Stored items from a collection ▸
+===+
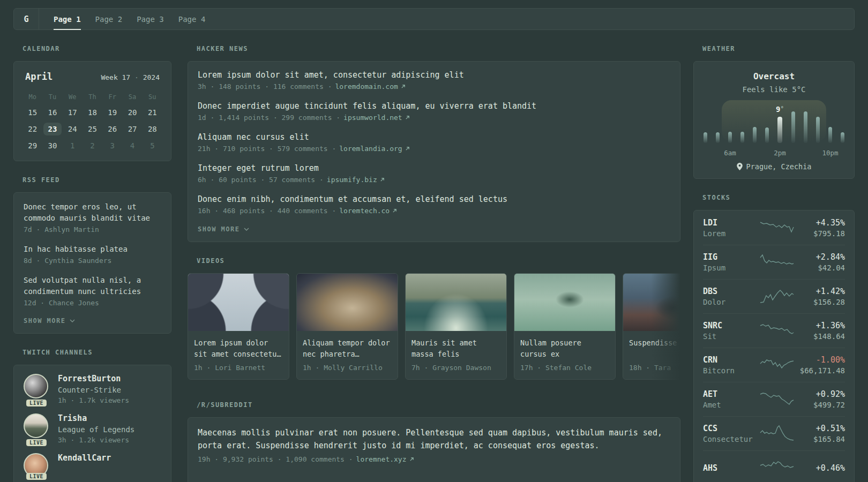 This screenshot has width=868, height=482. What do you see at coordinates (32, 146) in the screenshot?
I see `calendar-day: 29` at bounding box center [32, 146].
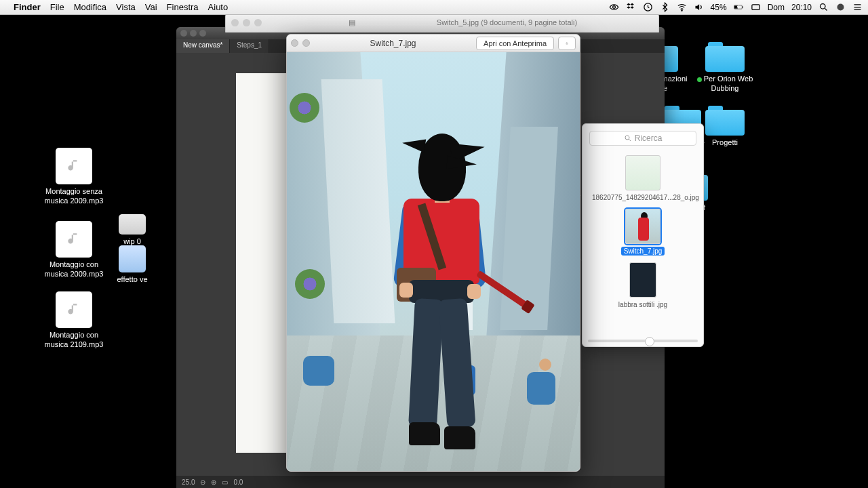 This screenshot has width=868, height=488. What do you see at coordinates (189, 483) in the screenshot?
I see `zoom-value: 25.0` at bounding box center [189, 483].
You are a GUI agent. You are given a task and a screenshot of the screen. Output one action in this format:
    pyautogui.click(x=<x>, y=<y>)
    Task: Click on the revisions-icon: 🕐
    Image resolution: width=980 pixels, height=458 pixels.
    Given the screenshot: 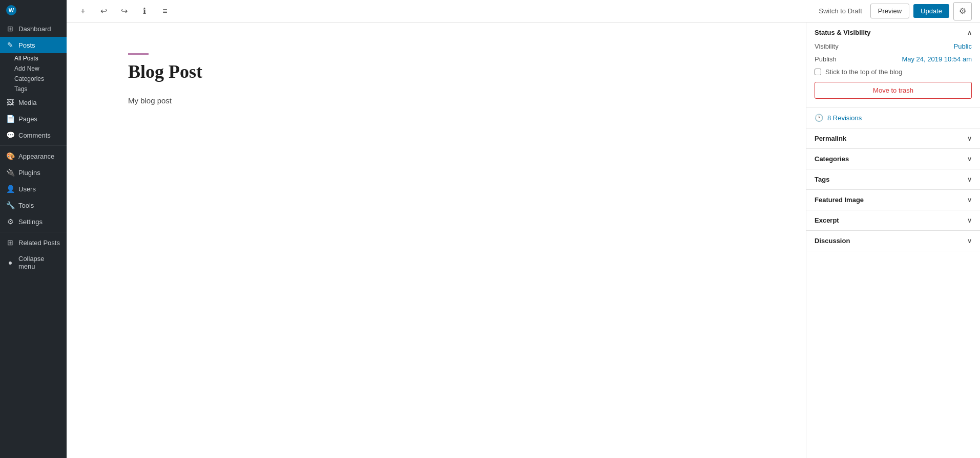 What is the action you would take?
    pyautogui.click(x=819, y=118)
    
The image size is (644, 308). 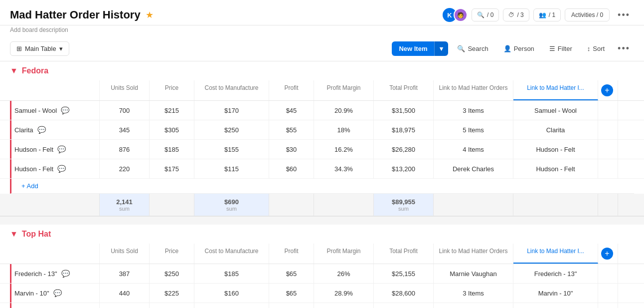 I want to click on col-link-hatter-th: Link to Mad Hatter I..., so click(x=556, y=254).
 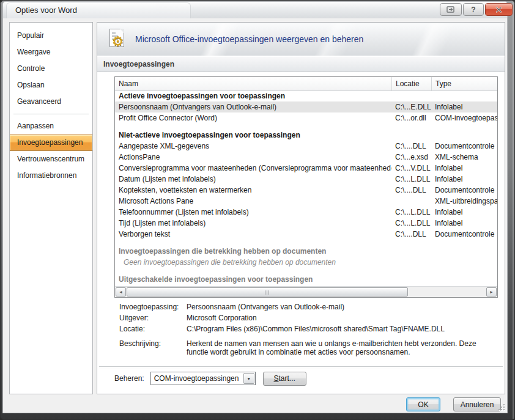 What do you see at coordinates (253, 190) in the screenshot?
I see `cell-naam: Kopteksten, voetteksten en watermerken` at bounding box center [253, 190].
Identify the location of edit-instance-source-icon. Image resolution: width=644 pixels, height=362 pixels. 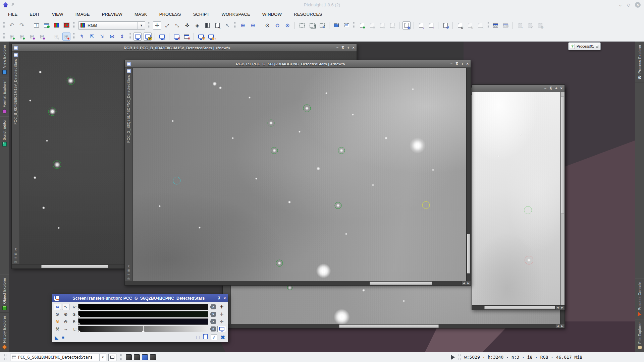
(205, 337).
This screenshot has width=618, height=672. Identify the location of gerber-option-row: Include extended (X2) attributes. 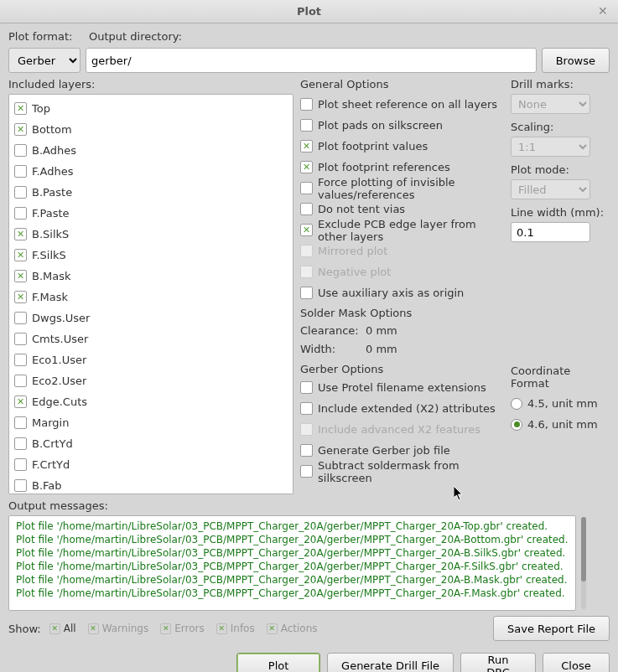
(402, 409).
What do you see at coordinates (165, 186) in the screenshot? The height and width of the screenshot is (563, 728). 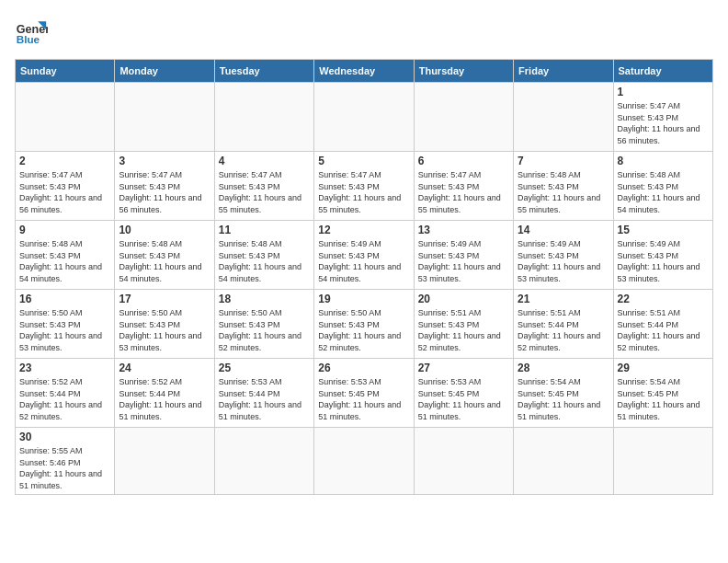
+===+
What the task requires ▸
Please transcribe exactly the lines from the one that contains "Identify the location of edit-instance-source-icon." through the closing line of the entries, with no pictures.

Answer to the exercise ▸
Identify the location of edit-instance-source-icon. Image resolution: width=644 pixels, height=362 pixels. 
(205, 337).
This screenshot has width=618, height=672. Identify the location of gerber-option-row: Include extended (X2) attributes. 
(402, 409).
What do you see at coordinates (165, 186) in the screenshot? The height and width of the screenshot is (563, 728). 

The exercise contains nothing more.